I think they each need one major institution downtown like a university, arts center, or research center. In my observations traveling the country photographing them for the past four years, the only remotely thriving main street towns that do not have to depend on tourism are college towns. These actually have shoe stores and movie theatres and housewares stores and don't shutdown completely at 5 PM. (See Bryan, Texas; Frostburg, Maryland; Athens, Georgia). The tourist towns can be very handsome, but the residents still have to drive to the sprawl zone to buy shoes and housewares and see a movie. (Jonesborough, Tennessee; Van Buren, Arkansas; Lewisburg, West Virginia).

A consignment store culture often follows small-town disinvestment, followed by a streetscape improvement effort consisting of unnecessary benches, brick sidewalks, and overwrought streetlamps, then maybe some street festivals, then if they're lucky some real antique stores, gift boutiques, and facade improvements. B&Bs andtourists follow, but it's still not a real town.

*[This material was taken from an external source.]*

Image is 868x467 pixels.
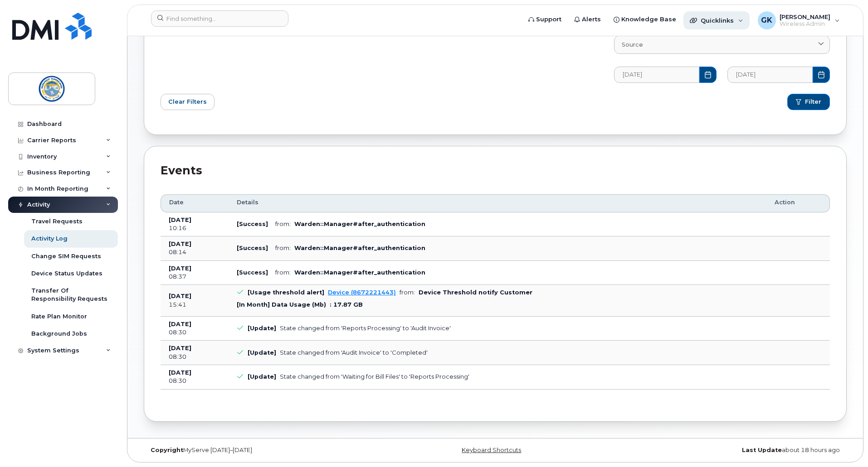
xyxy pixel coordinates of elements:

A dead town needs the kind of institution that attracts young people,s tudents, and/or artists who don't mind living in main street apartments or in dilapidated warehouses. In other words, bring theFirst Wave of gentrification in quickly by bringing the institution first.I have no idea how to encourage that on any grand scale. However, I saw, last month, in severely impoverished McDowell County WestVirginia, the excitement of the people at the promise of two such institutions planning to come to their area. Unfortunately, the institutions coming to their dead towns are prisons.